On 31/05/17 12:30, Peter Zijlstra wrote:
> On Wed, May 31, 2017 at 11:40:47AM +0200, Peter Zijlstra wrote:
> > On Wed, May 24, 2017 at 11:00:51AM +0200, Vincent Guittot wrote:
> > > schedutil governor relies on cfs_rq's util_avg to choose the OPP when cfs
> > > tasks are running. When the CPU is overloaded by cfs and rt tasks, cfs tasks
> > > are preempted by rt tasks and in this case util_avg reflects the remaining
> > > capacity that is used by cfs tasks but not what cfs tasks want to use. In such
> > > case, schedutil can select a lower OPP when cfs task runs whereas the CPU is
> > > overloaded. In order to have a more accurate view of the utilization of the
> > > CPU, we track the utilization that is used by RT tasks.
> > > DL tasks are not taken into account as they have their own utilization
> > > tracking mecanism.
> > 
> > Well, the DL tracking is fairly pessimistic; it assumes all DL tasks
> > will consume their total budget, which will rarely, if ever, happen.
> > 
> > So I suspect it might well be worth it to also track DL activity for the
> > purpose of compensating CFS.
> 
> Again, it seems I have this CPPC/HWP crud firmly stuck in my brain.
> Because I was thinking:
> 
> 	min_freq = dl_util
> 	avg_freq = dl_avg + rt_avg + cfs_util
> 
> 
> But given we don't actually have that split... meh.
> 

Right, interesting.
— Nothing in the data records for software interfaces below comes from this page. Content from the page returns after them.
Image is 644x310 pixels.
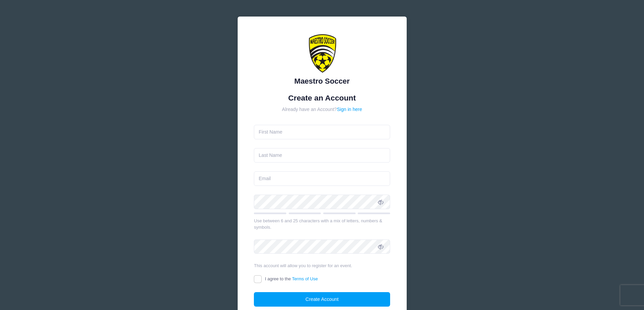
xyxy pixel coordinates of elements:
[254,106,390,114] div: Already have an Account?
[254,276,261,283] input: I agree to theTerms of Use
[292,277,318,281] a: Terms of Use
[254,125,390,139] input: First Name
[254,148,390,163] input: Last Name
[254,217,390,231] div: Use between 6 and 25 characters with a mix of letters, numbers & symbols.
[254,263,390,270] div: This account will allow you to register for an event.
[254,75,390,87] div: Maestro Soccer
[254,172,390,186] input: Email
[301,33,343,73] img: Maestro Soccer
[254,93,390,103] h1: Create an Account
[265,277,318,281] span: I agree to the
[254,293,390,307] button: Create Account
[337,107,362,113] a: Sign in here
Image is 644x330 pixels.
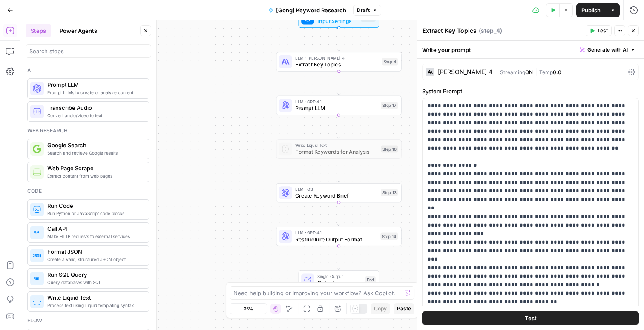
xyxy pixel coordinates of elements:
[27,187,149,195] div: Code
[586,25,611,36] button: Test
[47,172,142,179] span: Extract content from web pages
[500,69,525,76] span: Streaming
[295,186,378,192] span: LLM · O3
[243,305,253,312] span: 95%
[338,72,340,95] g: Edge from step_4 to step_17
[317,273,362,279] span: Single Output
[576,44,638,56] button: Generate with AI
[47,233,142,239] span: Make HTTP requests to external services
[276,183,401,203] div: LLM · O3Create Keyword BriefStep 13
[381,189,398,196] div: Step 13
[380,233,398,240] div: Step 14
[374,305,387,312] span: Copy
[54,24,102,37] button: Power Agents
[276,52,401,72] div: LLM · [PERSON_NAME] 4Extract Key TopicsStep 4
[587,46,628,54] span: Generate with AI
[525,314,537,322] span: Test
[553,69,561,76] span: 0.0
[47,164,142,172] span: Web Page Scrape
[263,3,351,17] button: [Gong] Keyword Research
[47,103,142,112] span: Transcribe Audio
[295,192,378,199] span: Create Keyword Brief
[276,96,401,116] div: LLM · GPT-4.1Prompt LLMStep 17
[295,148,378,156] span: Format Keywords for Analysis
[47,141,142,149] span: Google Search
[295,235,377,243] span: Restructure Output Format
[371,303,390,314] button: Copy
[295,229,377,236] span: LLM · GPT-4.1
[47,279,142,286] span: Query databases with SQL
[417,41,644,58] div: Write your prompt
[47,271,142,279] span: Run SQL Query
[47,89,142,96] span: Prompt LLMs to create or analyze content
[357,6,370,14] span: Draft
[26,24,51,37] button: Steps
[29,47,147,56] input: Search steps
[365,276,376,283] div: End
[382,58,398,65] div: Step 4
[381,102,398,109] div: Step 17
[422,311,638,325] button: Test
[295,98,378,105] span: LLM · GPT-4.1
[576,3,606,17] button: Publish
[393,303,415,314] button: Paste
[27,317,149,324] div: Flow
[338,246,340,269] g: Edge from step_14 to end
[276,139,401,159] div: Write Liquid TextFormat Keywords for AnalysisStep 16
[27,127,149,134] div: Web research
[276,227,401,246] div: LLM · GPT-4.1Restructure Output FormatStep 14
[276,8,401,28] div: Input SettingsInputs
[397,305,411,312] span: Paste
[353,4,381,16] button: Draft
[47,210,142,217] span: Run Python or JavaScript code blocks
[47,224,142,233] span: Call API
[47,247,142,256] span: Format JSON
[525,69,533,76] span: ON
[381,145,398,152] div: Step 16
[361,14,376,22] div: Inputs
[338,202,340,226] g: Edge from step_13 to step_14
[422,27,477,35] textarea: Extract Key Topics
[539,69,553,76] span: Temp
[295,61,379,68] span: Extract Key Topics
[295,55,379,61] span: LLM · [PERSON_NAME] 4
[47,149,142,156] span: Search and retrieve Google results
[47,256,142,263] span: Create a valid, structured JSON object
[338,28,340,51] g: Edge from start to step_4
[597,27,608,34] span: Test
[295,142,378,148] span: Write Liquid Text
[338,159,340,182] g: Edge from step_16 to step_13
[533,67,539,76] span: |
[276,6,346,14] span: [Gong] Keyword Research
[422,87,638,96] label: System Prompt
[295,104,378,112] span: Prompt LLM
[496,67,500,76] span: |
[338,115,340,138] g: Edge from step_17 to step_16
[47,302,142,309] span: Process text using Liquid templating syntax
[47,293,142,302] span: Write Liquid Text
[317,17,357,24] span: Input Settings
[438,69,492,75] div: [PERSON_NAME] 4
[47,201,142,210] span: Run Code
[581,6,601,14] span: Publish
[276,271,401,290] div: Single OutputOutputEnd
[47,81,142,89] span: Prompt LLM
[47,112,142,119] span: Convert audio/video to text
[27,67,149,74] div: Ai
[317,279,362,287] span: Output
[478,27,502,35] span: ( step_4 )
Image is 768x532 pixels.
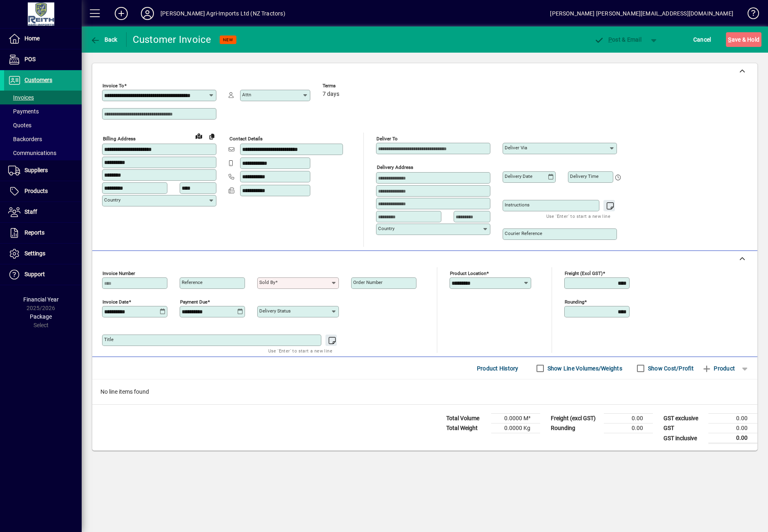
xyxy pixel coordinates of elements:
[491,414,540,423] td: 0.0000 M³
[546,364,623,372] label: Show Line Volumes/Weights
[25,250,46,256] span: Settings
[477,362,519,375] span: Product History
[728,33,759,46] span: ave & Hold
[90,36,117,43] span: Back
[30,313,52,320] span: Package
[25,77,52,83] span: Customers
[694,33,711,46] span: Cancel
[474,361,522,376] button: Product History
[376,136,398,141] mat-label: Deliver To
[8,150,57,157] span: Communications
[547,414,604,423] td: Freight (excl GST)
[102,83,124,89] mat-label: Invoice To
[269,346,332,355] mat-hint: Use 'Enter' to start a new line
[570,173,599,179] mat-label: Delivery time
[104,197,121,203] mat-label: Country
[92,379,758,404] div: No line items found
[4,50,82,69] a: POS
[550,7,734,20] div: [PERSON_NAME] [PERSON_NAME][EMAIL_ADDRESS][DOMAIN_NAME]
[133,33,212,46] div: Customer Invoice
[442,414,491,423] td: Total Volume
[161,7,285,20] div: [PERSON_NAME] Agri-Imports Ltd (NZ Tractors)
[4,118,82,133] a: Quotes
[223,37,233,42] span: NEW
[108,6,134,21] button: Add
[25,35,40,42] span: Home
[565,271,603,276] mat-label: Freight (excl GST)
[259,308,291,314] mat-label: Delivery status
[242,92,251,97] mat-label: Attn
[8,136,42,142] span: Backorders
[259,280,275,285] mat-label: Sold by
[323,83,372,89] span: Terms
[25,56,35,62] span: POS
[25,188,48,194] span: Products
[104,336,113,343] mat-label: Title
[8,94,34,101] span: Invoices
[4,161,82,181] a: Suppliers
[504,145,527,151] mat-label: Deliver via
[742,2,758,28] a: Knowledge Base
[708,434,758,443] td: 0.00
[608,36,612,43] span: P
[23,296,59,303] span: Financial Year
[547,423,604,434] td: Rounding
[590,32,646,47] button: Post & Email
[504,202,530,208] mat-label: Instructions
[4,264,82,285] a: Support
[193,129,205,142] a: View on map
[4,29,82,49] a: Home
[565,299,584,305] mat-label: Rounding
[708,414,758,423] td: 0.00
[181,280,202,285] mat-label: Reference
[4,105,82,118] a: Payments
[491,423,540,434] td: 0.0000 Kg
[504,231,542,236] mat-label: Courier Reference
[88,32,120,47] button: Back
[726,32,762,47] button: Save & Hold
[594,36,642,43] span: ost & Email
[4,146,82,160] a: Communications
[504,173,532,179] mat-label: Delivery date
[4,202,82,222] a: Staff
[450,271,486,276] mat-label: Product location
[205,129,218,143] button: Copy to Delivery address
[4,223,82,243] a: Reports
[4,181,82,201] a: Products
[4,133,82,146] a: Backorders
[82,32,126,47] app-page-header-button: Back
[102,271,135,276] mat-label: Invoice number
[25,167,48,173] span: Suppliers
[659,434,708,443] td: GST inclusive
[323,91,340,97] span: 7 days
[8,108,39,115] span: Payments
[442,423,491,434] td: Total Weight
[604,414,653,423] td: 0.00
[353,280,383,285] mat-label: Order number
[4,244,82,264] a: Settings
[728,36,731,43] span: S
[25,208,37,215] span: Staff
[8,122,31,129] span: Quotes
[698,361,739,376] button: Product
[25,229,45,236] span: Reports
[659,423,708,434] td: GST
[659,414,708,423] td: GST exclusive
[378,226,395,232] mat-label: Country
[134,6,161,21] button: Profile
[547,212,611,220] mat-hint: Use 'Enter' to start a new line
[25,271,45,277] span: Support
[708,423,758,434] td: 0.00
[102,299,129,305] mat-label: Invoice date
[691,32,714,47] button: Cancel
[702,362,735,375] span: Product
[4,90,82,105] a: Invoices
[180,299,208,305] mat-label: Payment due
[647,364,694,372] label: Show Cost/Profit
[604,423,653,434] td: 0.00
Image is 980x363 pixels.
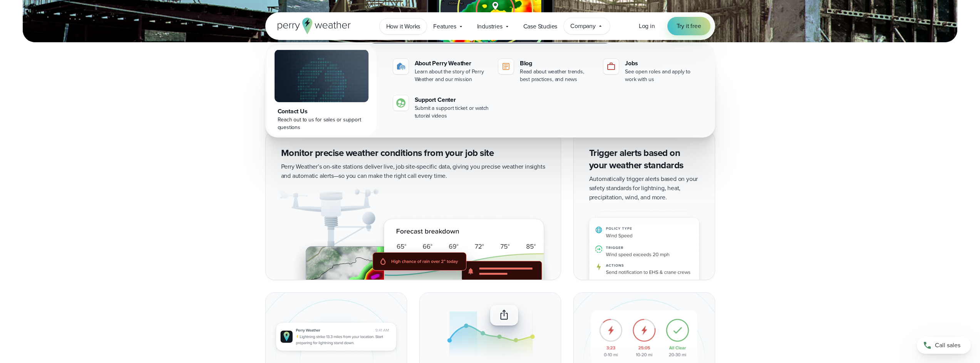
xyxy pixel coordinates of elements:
[625,59,699,68] div: Jobs
[390,55,492,87] a: About Perry Weather Learn about the story of Perry Weather and our mission
[267,45,376,137] a: Contact Us Reach out to us for sales or support questions
[519,68,594,84] div: Read about weather trends, best practices, and news
[638,22,654,31] a: Log in
[570,22,596,31] span: Company
[277,107,365,116] div: Contact Us
[625,68,699,84] div: See open roles and apply to work with us
[916,337,970,354] a: Call sales
[396,62,405,71] img: about-icon.svg
[495,55,597,87] a: Blog Read about weather trends, best practices, and news
[667,17,710,35] a: Try it free
[676,22,701,31] span: Try it free
[601,55,702,87] a: Jobs See open roles and apply to work with us
[277,116,365,132] div: Reach out to us for sales or support questions
[519,59,594,68] div: Blog
[396,99,405,108] img: contact-icon.svg
[415,96,489,104] div: Support Center
[935,341,960,350] span: Call sales
[517,18,564,35] a: Case Studies
[390,92,492,123] a: Support Center Submit a support ticket or watch tutorial videos
[415,59,489,68] div: About Perry Weather
[523,22,557,31] span: Case Studies
[415,68,489,84] div: Learn about the story of Perry Weather and our mission
[606,62,616,71] img: jobs-icon-1.svg
[501,62,511,71] img: blog-icon.svg
[433,22,456,31] span: Features
[477,22,502,31] span: Industries
[415,104,489,120] div: Submit a support ticket or watch tutorial videos
[379,18,427,35] a: How it Works
[386,22,420,31] span: How it Works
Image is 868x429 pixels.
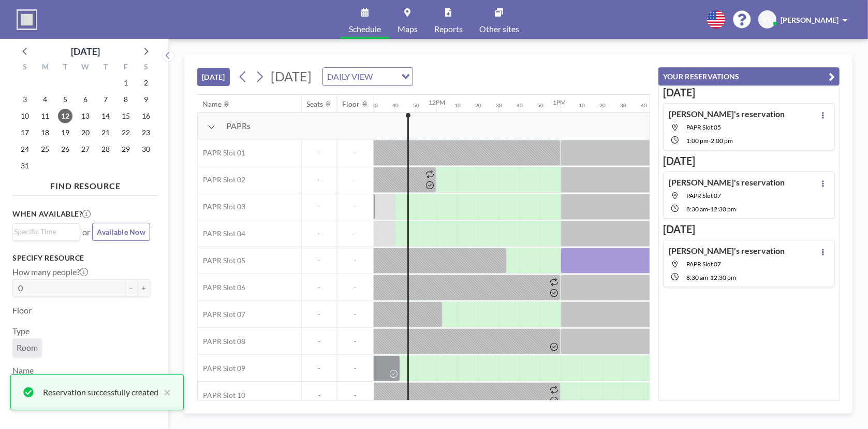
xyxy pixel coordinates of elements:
[620,102,626,109] div: 30
[198,256,245,265] span: PAPR Slot 05
[397,25,418,33] span: Maps
[686,205,708,213] span: 8:30 AM
[413,102,419,109] div: 50
[392,102,399,109] div: 40
[686,137,708,145] span: 1:00 PM
[325,70,374,84] span: DAILY VIEW
[78,125,93,140] span: Wednesday, August 20, 2025
[95,61,115,74] div: T
[18,159,32,173] span: Sunday, August 31, 2025
[338,337,374,346] span: -
[18,92,32,107] span: Sunday, August 3, 2025
[338,148,374,157] span: -
[710,273,736,281] span: 12:30 PM
[198,390,245,400] span: PAPR Slot 10
[198,175,245,185] span: PAPR Slot 02
[517,102,522,109] div: 40
[302,283,337,292] span: -
[98,125,113,140] span: Thursday, August 21, 2025
[78,92,93,107] span: Wednesday, August 6, 2025
[38,125,52,140] span: Monday, August 18, 2025
[38,142,52,156] span: Monday, August 25, 2025
[138,279,150,297] button: +
[13,253,150,263] h3: Specify resource
[302,202,337,212] span: -
[663,155,835,167] h3: [DATE]
[338,283,374,292] span: -
[158,386,170,398] button: close
[338,364,374,373] span: -
[323,68,412,85] div: Search for option
[14,226,74,238] input: Search for option
[198,337,245,346] span: PAPR Slot 08
[71,44,100,59] div: [DATE]
[139,142,153,156] span: Saturday, August 30, 2025
[119,125,133,140] span: Friday, August 22, 2025
[78,142,93,156] span: Wednesday, August 27, 2025
[686,123,721,131] span: PAPR Slot 05
[429,99,445,106] div: 12PM
[17,343,38,353] span: Room
[226,121,251,131] span: PAPRs
[708,205,710,213] span: -
[119,109,133,123] span: Friday, August 15, 2025
[119,76,133,90] span: Friday, August 1, 2025
[496,102,502,109] div: 30
[198,283,245,292] span: PAPR Slot 06
[669,109,784,119] h4: [PERSON_NAME]'s reservation
[58,92,73,107] span: Tuesday, August 5, 2025
[338,390,374,400] span: -
[198,229,245,238] span: PAPR Slot 04
[98,92,113,107] span: Thursday, August 7, 2025
[119,92,133,107] span: Friday, August 8, 2025
[579,102,585,109] div: 10
[43,386,158,398] div: Reservation successfully created
[686,273,708,281] span: 8:30 AM
[553,99,566,106] div: 1PM
[302,310,337,319] span: -
[372,102,378,109] div: 30
[338,310,374,319] span: -
[669,177,784,187] h4: [PERSON_NAME]'s reservation
[15,61,35,74] div: S
[13,176,158,191] h4: FIND RESOURCE
[271,69,312,84] span: [DATE]
[135,61,156,74] div: S
[376,70,395,84] input: Search for option
[711,137,733,145] span: 2:00 PM
[198,364,245,373] span: PAPR Slot 09
[338,229,374,238] span: -
[708,273,710,281] span: -
[302,148,337,157] span: -
[17,9,37,30] img: organization-logo
[119,142,133,156] span: Friday, August 29, 2025
[710,205,736,213] span: 12:30 PM
[58,125,73,140] span: Tuesday, August 19, 2025
[307,100,324,109] div: Seats
[663,223,835,236] h3: [DATE]
[658,67,839,85] button: YOUR RESERVATIONS
[763,15,772,24] span: YL
[198,148,245,157] span: PAPR Slot 01
[139,92,153,107] span: Saturday, August 9, 2025
[302,390,337,400] span: -
[139,109,153,123] span: Saturday, August 16, 2025
[18,125,32,140] span: Sunday, August 17, 2025
[13,326,29,336] label: Type
[537,102,543,109] div: 50
[302,175,337,185] span: -
[686,191,721,200] span: PAPR Slot 07
[302,229,337,238] span: -
[203,100,222,109] div: Name
[13,365,33,375] label: Name
[18,109,32,123] span: Sunday, August 10, 2025
[686,260,721,268] span: PAPR Slot 07
[92,223,150,241] button: Available Now
[708,137,711,145] span: -
[139,125,153,140] span: Saturday, August 23, 2025
[343,100,360,109] div: Floor
[58,142,73,156] span: Tuesday, August 26, 2025
[78,109,93,123] span: Wednesday, August 13, 2025
[13,267,88,277] label: How many people?
[125,279,138,297] button: -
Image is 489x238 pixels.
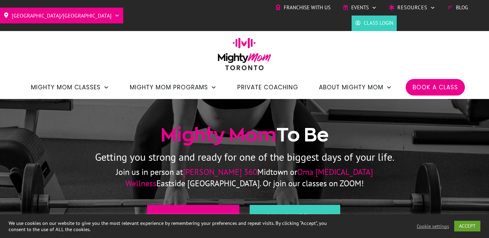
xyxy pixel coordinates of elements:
span: About Mighty Mom [319,81,384,93]
h1: To Be [38,122,451,147]
a: Join us in person [147,205,240,228]
p: Join us in person at Midtown or Eastside [GEOGRAPHIC_DATA]. Or join our classes on ZOOM! [87,166,403,189]
span: Mighty Mom [161,124,277,145]
span: [PERSON_NAME] 360 [183,166,257,177]
a: About Mighty Mom [319,81,392,93]
span: Join us in person [159,212,228,221]
a: Cookie settings [417,223,450,229]
a: [GEOGRAPHIC_DATA]/[GEOGRAPHIC_DATA] [3,10,120,21]
a: Book a Class [413,81,458,93]
span: Blog [456,2,468,13]
span: join us virtually [262,212,329,220]
a: Class Login [355,18,394,28]
a: Resources [389,2,436,13]
span: [GEOGRAPHIC_DATA]/[GEOGRAPHIC_DATA] [12,10,112,21]
span: Oma [MEDICAL_DATA] Wellness [125,166,373,188]
span: Events [352,2,369,13]
span: Class Login [364,18,394,28]
a: join us virtually [250,205,341,227]
img: mightymom-logo-toronto [214,38,275,75]
span: Resources [398,2,428,13]
a: Events [343,2,377,13]
span: Mighty Mom Programs [130,81,208,93]
span: Mighty Mom Classes [31,81,101,93]
a: Mighty Mom Classes [31,81,109,93]
a: Blog [448,2,468,13]
p: Getting you strong and ready for one of the biggest days of your life. [38,148,451,166]
a: Franchise with Us [275,2,331,13]
a: Private Coaching [238,81,299,93]
span: Franchise with Us [284,2,331,13]
div: We use cookies on our website to give you the most relevant experience by remembering your prefer... [9,220,339,232]
a: ACCEPT [455,221,481,231]
a: Mighty Mom Programs [130,81,217,93]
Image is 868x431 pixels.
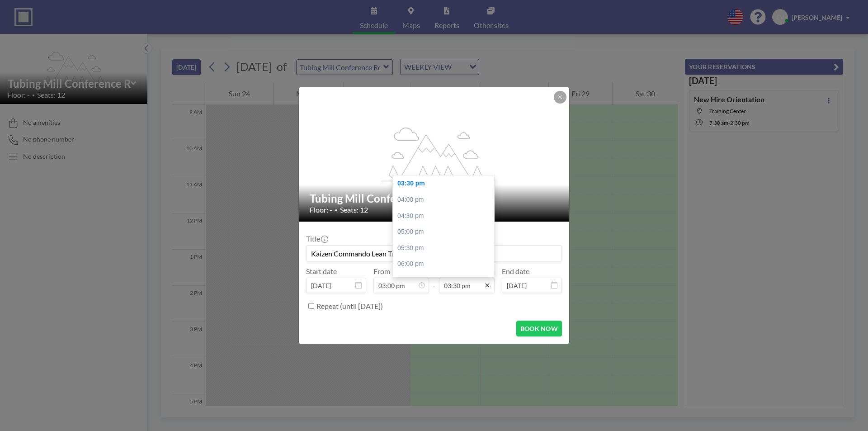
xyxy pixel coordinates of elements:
[310,205,333,214] span: Floor: -
[316,301,383,311] label: Repeat (until [DATE])
[306,267,337,276] label: Start date
[373,267,390,276] label: From
[340,205,367,214] span: Seats: 12
[393,240,499,256] div: 05:30 pm
[306,234,327,244] label: Title
[393,176,499,192] div: 03:30 pm
[393,255,499,272] div: 06:00 pm
[393,224,499,240] div: 05:00 pm
[393,208,499,224] div: 04:30 pm
[516,321,562,336] button: BOOK NOW
[310,192,559,205] h2: Tubing Mill Conference Room
[393,192,499,208] div: 04:00 pm
[334,207,337,213] span: •
[307,245,561,261] input: Erica's reservation
[502,267,529,276] label: End date
[433,270,435,289] span: -
[393,272,499,289] div: 06:30 pm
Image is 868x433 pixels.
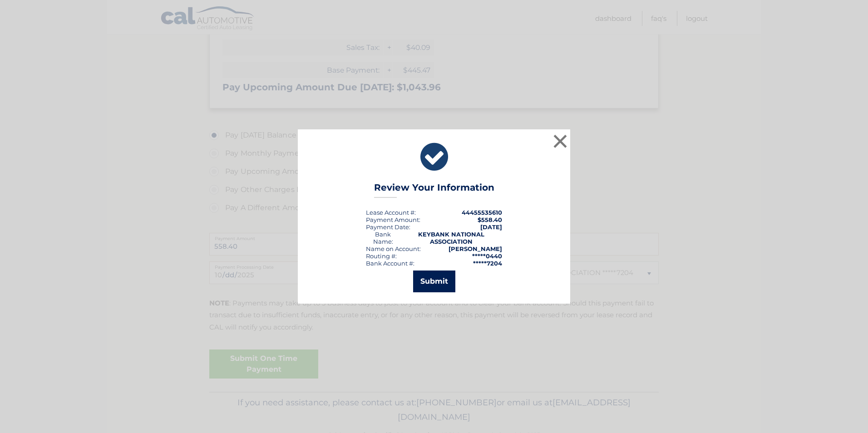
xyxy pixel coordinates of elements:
[414,271,455,292] button: Submit
[449,245,502,253] strong: [PERSON_NAME]
[374,182,495,198] h3: Review Your Information
[551,132,569,151] button: ×
[366,245,421,253] div: Name on Account:
[462,209,502,216] strong: 44455535610
[418,231,484,245] strong: KEYBANK NATIONAL ASSOCIATION
[481,224,502,231] span: [DATE]
[366,224,409,231] span: Payment Date
[366,216,420,224] div: Payment Amount:
[366,260,414,267] div: Bank Account #:
[366,224,411,231] div: :
[366,209,416,216] div: Lease Account #:
[366,231,400,245] div: Bank Name:
[366,253,397,260] div: Routing #:
[478,216,502,224] span: $558.40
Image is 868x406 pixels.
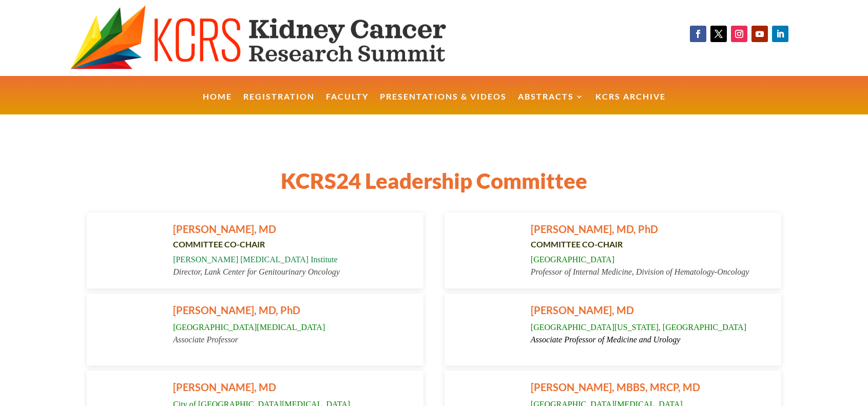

So, I guess the question is: should we have it? :)

IMHO, it makes sense and seems to benefit mobile use-cases I'm looking
at.

rt_avg though it also seems to build up very slowly (at least with
default configs). I'm experimenting with Vincent proposal and it looks
better (w.r.t. using rt_avg). Also summing up signals that behave
similarly doesn't seem the wrong thing to do.